Former Physics prof revered for scientific, family values

Henry Fairbank, former professor and chairman of the physics department, passed away Thursday after a brief illness. He was 92.

Fairbank served as chairman of the department from 1962 to 1973. He was highly regarded by his colleagues and students not only as a physicist, but also as a citizen and family man, said Adjunct Professor of Physics Dewey Lawson, who worked under Fairbank as a graduate student.

After completing his Ph.D. in physics at Yale University, Fairbank joined the Manhattan Project during World War II, which developed the world’s first atomic bomb. Following the war, Fairbank returned to Yale to join the department of physics. In 1954, he received a master’s degree following studies as a Guggenheim Fellow at Oxford Universitiy, working in low temperature physics and focusing his research on liquid helium.

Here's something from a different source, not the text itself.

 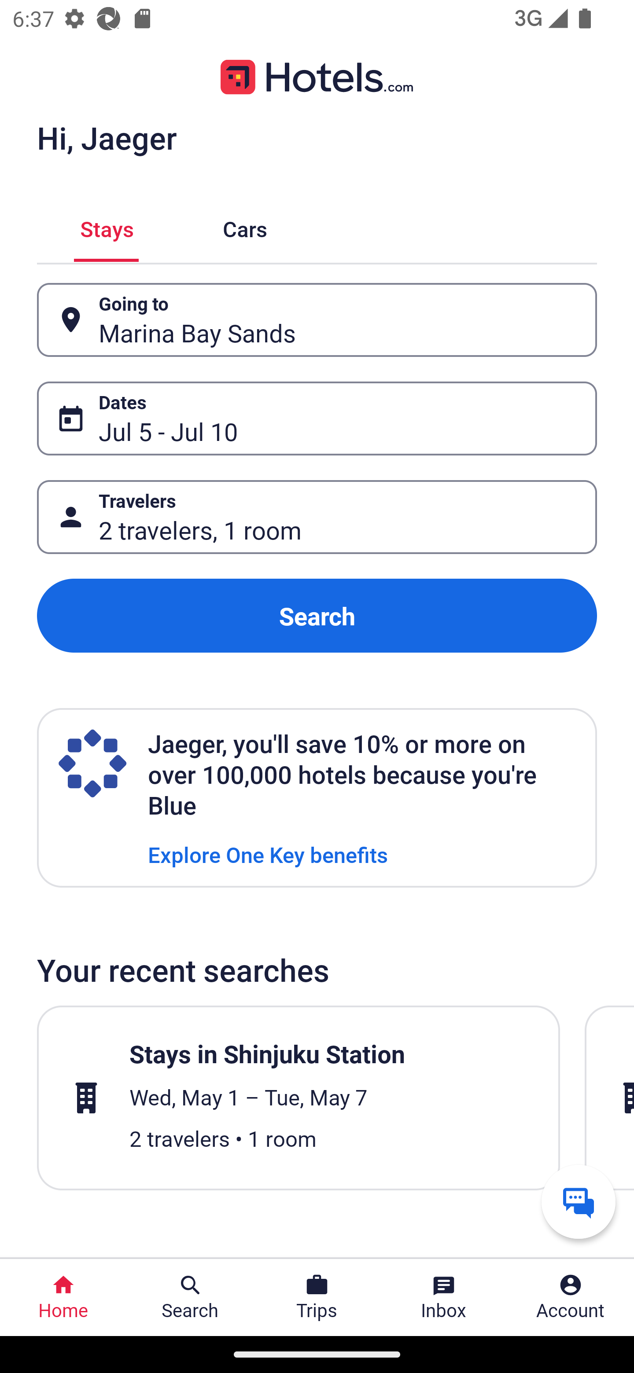 I want to click on Going to Button Marina Bay Sands, so click(x=317, y=319).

“He was very highly regarded among low temperature physicists around the world,” Lawson said.

In 1962, Fairbank was recruited from Yale to be the chairman of the physics department at Duke. In 1996, one of his graduate students, David Lee, along with two other collaborators, won a Nobel prize for work on superfluid helium-3. Lee credited Fairbank for suggesting the cooling method that led to their successful work.

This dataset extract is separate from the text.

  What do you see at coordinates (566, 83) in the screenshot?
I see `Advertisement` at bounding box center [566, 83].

Fairbank was a devoted Duke basketball fan and attended home games of the men’s and women’s teams with his wife, Martha. The two were also active runners and competed in several masters tournaments across the country and abroad between 1975 and 1989. Henry ran the Boston Marathon when he was 59.

Fairbank’s ashes will be interred in the columbarium at the Pilgrim United Church of Christ in Durham, where he and his wife were members for 48 years. A memorial service will be held there on March 12.